High-street ‘fast fashion’, which promotes fast-moving trends and disposable garments, is known to have serious environmental and social implications. Yet fashion is so highly embedded in matters of self-identity that relatively few consumers see beyond its glamorous side.
This project, a collaboration between Clare Saunders, Sue Bamford and Irene Griffin, looked to ask: how might fashion norms be re-shaped so as to reduce the environmental and social impacts of fashion?
The work, which ran from September 2013 to May 2014, had two strands: firstly, in October 2013, a symposium (Applying Cornish Wisdom) focused on how local and ethical textile businesses can overcome barriers to sustainable garment production in a globalised world. Secondly, in 2014, the researchers conducted an experiment to discover the extent to which involving individuals in making garments alters their attitudes and behaviours towards fashion. Additional workshops were also run in January 2015.

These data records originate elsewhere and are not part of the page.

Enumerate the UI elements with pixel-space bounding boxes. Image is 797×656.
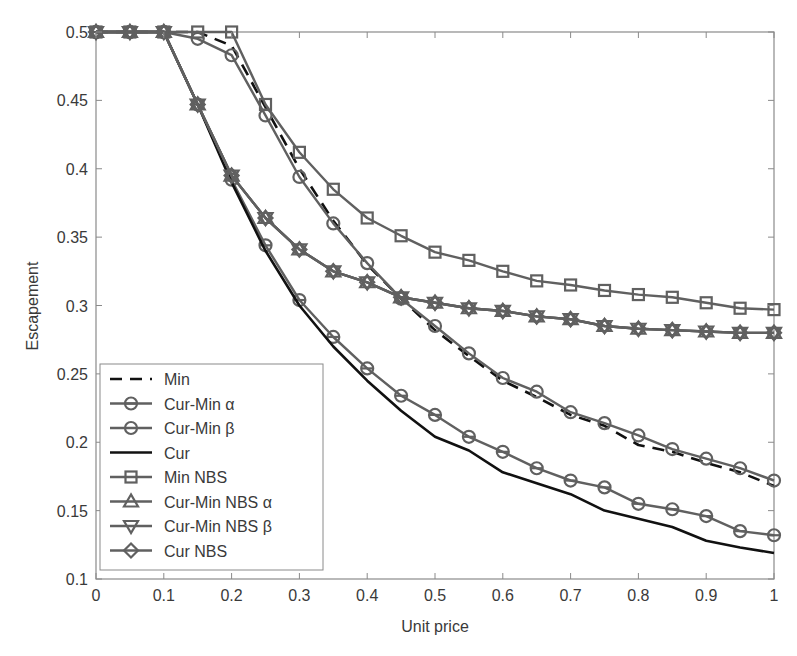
legend-item: Cur-Min α [110,396,235,413]
x-tick-label: 0.5 [424,587,446,604]
y-tick-label: 0.1 [66,571,88,588]
x-tick-label: 0 [92,587,101,604]
legend-label: Cur [164,445,190,462]
legend-label: Min NBS [164,469,227,486]
line-chart: 00.10.20.30.40.50.60.70.80.910.10.150.20… [0,0,797,656]
x-tick-label: 0.7 [559,587,581,604]
x-tick-label: 0.8 [627,587,649,604]
x-tick-label: 0.4 [356,587,378,604]
legend-item: Min NBS [110,469,227,486]
legend-label: Cur-Min β [164,420,235,437]
x-tick-label: 0.1 [153,587,175,604]
x-tick-label: 0.9 [695,587,717,604]
x-tick-label: 0.3 [288,587,310,604]
legend-label: Cur-Min NBS α [164,494,272,511]
x-tick-label: 1 [770,587,779,604]
legend-label: Cur NBS [164,543,227,560]
y-tick-label: 0.3 [66,298,88,315]
x-axis-label: Unit price [401,618,469,635]
y-tick-label: 0.2 [66,434,88,451]
y-tick-label: 0.45 [57,92,88,109]
legend-label: Min [164,371,190,388]
y-tick-label: 0.25 [57,366,88,383]
y-tick-label: 0.4 [66,161,88,178]
legend-label: Cur-Min NBS β [164,518,272,535]
legend: MinCur-Min αCur-Min βCurMin NBSCur-Min N… [100,364,323,570]
legend-item: Cur-Min β [110,420,235,437]
legend-label: Cur-Min α [164,396,235,413]
y-tick-label: 0.5 [66,24,88,41]
y-tick-label: 0.15 [57,503,88,520]
y-tick-label: 0.35 [57,229,88,246]
x-tick-label: 0.2 [220,587,242,604]
x-tick-label: 0.6 [492,587,514,604]
y-axis-label: Escapement [24,261,41,350]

Creative outputs from the symposium, and garments designed and made by participants, were exhibited in the ESI Creative Studio.
This was also the venue, in July and August 2015, for a summer show featuring work-in-progress from three of the Creative Exchange Programme's continuing collaborations. These included an element from 'Re-shaping Fashion Norms' and featured some items of upcycled clothing produced in a series of public sewing workshops.